Designing a Role-Based Learning Platform for Students and Admin Teams
Industry
Redesign
Client
MPJA Jepang
Service
Redesign
Date
Feb 2026

What this platform needed to solve
MPJA Learning was designed as an integrated online learning platform that supports flexible access, structured courses, progress tracking, certification, and monitoring. The real design challenge was not only building a learning interface for students, but also designing a system architecture that could support three different user roles: General Admin, Admin GM, and Student. The project required balancing usability, scalability, and operational clarity in one ecosystem.
What I was responsible for
I worked on structuring the experience of a multi-role learning platform, focusing on how different users would access the system, what information each role needed, and how the product could remain intuitive while supporting more complex administrative workflows.

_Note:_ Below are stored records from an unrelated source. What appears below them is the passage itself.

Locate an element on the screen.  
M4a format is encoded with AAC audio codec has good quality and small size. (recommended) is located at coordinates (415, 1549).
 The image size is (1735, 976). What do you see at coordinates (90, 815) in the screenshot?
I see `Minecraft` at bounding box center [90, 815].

The challenge was bigger than building a student dashboard
Many learning platforms are designed primarily around the student-facing experience, while admin workflows remain fragmented or unclear. In this case, the system needed to support not only course access and progress visibility for students, but also stronger management controls behind the scenes. Without a centralized and role-aware structure, managing courses, users, certifications, and monitoring would become harder to scale over time.
The system had to work for very different users
This project had to solve two very different usability needs. Students needed a simple and approachable learning experience, while admin users needed more power, visibility, and operational control. The platform also had to maintain a clear access hierarchy so responsibilities between General Admin, Admin GM, and Student stayed distinct without making the system feel disconnected.
We designed the platform around role clarity
I approached this project as a system design challenge rather than just a dashboard design exercise. The priority was to define who needed access to what, what actions belonged to each role, and how the platform could stay coherent across all three user types.
For students, the focus was simplicity clear course access, progress visibility, and a structured learning journey.
For admin roles, the focus shifted toward control: managing users, monitoring learning progress, and supporting platform operations without unnecessary friction.
This role-based approach helped the product stay scalable while keeping the user experience aligned with each role’s responsibilities.
The decisions that shaped the system
A critical decision was to make the platform role-based from the start instead of designing one generic dashboard and adapting it later. That created clearer boundaries between responsibility, visibility, and workflow.
Another was to treat monitoring as a core product layer, not an extra feature. Since both students and administrators needed visibility into progress, tracking became part of the main system value.
I also framed the system as one ecosystem with differentiated access, rather than three separate products. That keeps the experience operationally consistent while allowing each role to stay focused on its own tasks.
What the final product made possible
The result is a learning management system designed around role clarity, centralized management, and a more scalable structure for digital education. It supports student usability while giving admin users better operational control, which makes the product stronger both as a learning experience and as an internal management system.
What I would strengthen next
To strengthen this case study even further, I would add deeper role mapping, example workflows for each user type, and specific before-versus-after admin efficiencies to show how the system improves day-to-day operations.